Consortium Formed to Study Acoustic Fusion
NEWS RELEASE

Jan. 12, 2005

Consortium Formed to Study Acoustic Fusion; Could be Alternative to Oil, Gas, Coal and Nuclear Power

Grass Valley, CA, Jan. 12, '05 — The Acoustic Fusion Technology Energy Consortium (AFTEC) has been formed by leading academic and commercial institutions to research and develop acoustic inertial confinement fusion (AICF) and its related science, technologies and equipment. AFTEC's five founders are: Boston University; Impulse Devices, Inc.; Purdue University; University of Mississippi; and University of Washington Center for Industrial and Medical Ultrasound.

Dr. Wylene Dunbar, director of AFTEC, today announced the group saying, "Acoustic fusion has an excellent chance of becoming the alternative to oil, gas, coal and nuclear energy for the world's electricity – if it is funded appropriately."

"If AICF delivers on its potential, the impact would be enormous. Fusion could produce electricity with a process that yields virtually no pollution – just ordinary helium and heat," Dr. Dunbar observed. "With acoustic fusion, the fuel is essentially water, and the cost to build and operate a plant would be a fraction of other alternative energy facilities. Furthermore, the timetable for acoustic fusion is arguably far shorter than all other paths to fusion."

In AICF, sound waves bombard a liquid such as heavy water, to create tiny void "bubbles" or "cavities" of deuterium a/k/a heavy hydrogen. This produces very high temperatures and densities that, when high enough, fuse the heavy hydrogen into helium. That fusion releases enormous heat that could be used to create steam and drive a turbine to produce electricity.

An emerging field, acoustic inertial confinement fusion can already lay claim to significant progress: A multi-institution team led by Purdue's Dr. Rusi Taleyarkhan has twice documented fusion reactions taking place in an AICF reactor, with the results of those seminal experiments published in two prestigious, peer-reviewed journals, Science 295, 1868 (2002) and Physical Review E 69, 036109 (2004), and receiving publicity worldwide. Under the direction of its president, Ross Tessien, Impulse Devices has recently made available the first commercial research reactor for AICF.

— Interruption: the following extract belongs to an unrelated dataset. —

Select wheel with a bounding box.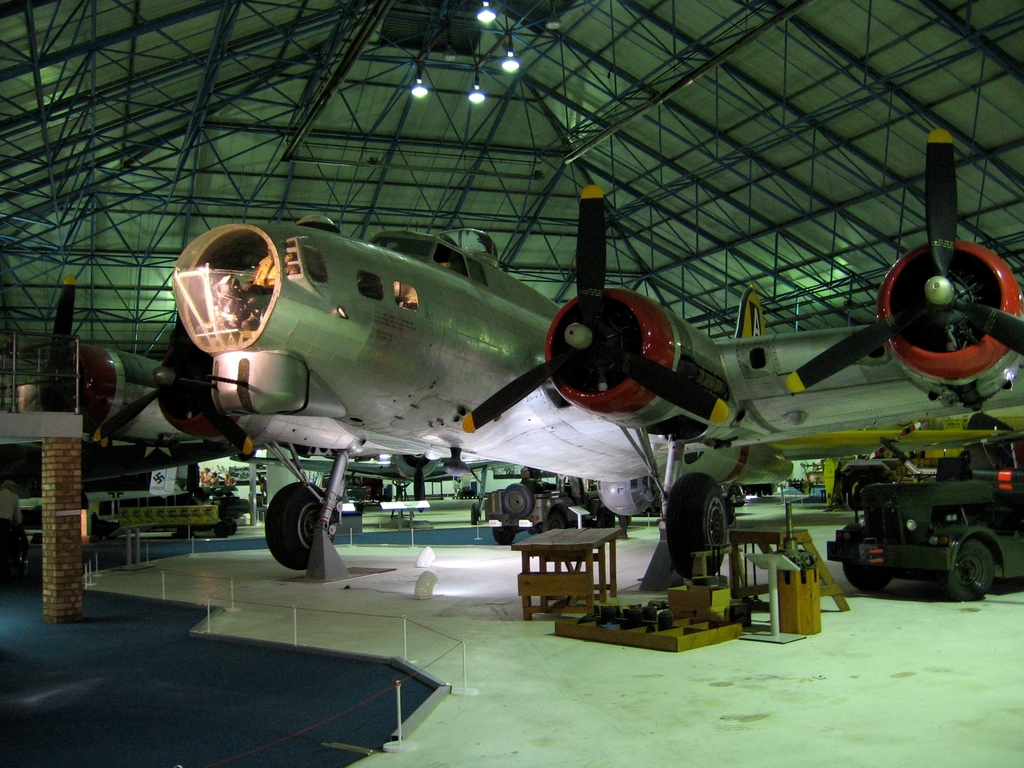
bbox(940, 533, 995, 601).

Scientists leading AFTEC's research are preeminent in the field: Dr. R. Glynn Holt, Associate Professor, Department of Aerospace/Mechanical Engineering, Boston University; Dr. D. Felipe Gaitan, (discoverer of single-bubble sonoluminescence, a phenomenon closely related to acoustic fusion research), Chief Scientific Officer, Impulse Devices, Inc.; Dr. Rusi Taleyarkhan, The Ardent Bement Jr. Professor of Nuclear Engineering, Purdue University, and part-time Distinguished staff, Oak Ridge National Laboratory; Dr. Henry Bass, Director of the National Center for Physical Acoustics, University of Mississippi, and F.A.P. Barnard Distinguished Professor of Physics & Astronomy; and Dr. Lawrence A. Crum (leading researcher in the field of high intensity focused ultrasound and past president of The Acoustical Society of America) Professor of Bioengineering and Electrical Engineering and Director, Center for Industrial and Medical Ultrasound, Applied Physics Laboratory, University of Washington.

Members of AFTEC will work as a team to investigate acoustic fusion, Dr. Dunbar noted, and will consult with National Laboratory scientists for independent verification of positive results, as they are achieved.

"All of the scientists involved with this research appreciate that acoustic fusion is a relatively new field and one that has, so far, received little funding support," Dr. Dunbar stated. "Nevertheless, given AICF's potential for creating a limitless, nonpolluting source of sustainable energy, as well as myriad other applications, they also agree that the investigation of acoustic fusion is critically important and deserving of high priority."

Dr. Dunbar received her Ph.D. in Philosophy from Vanderbilt University and her J.D. from the University of Mississippi.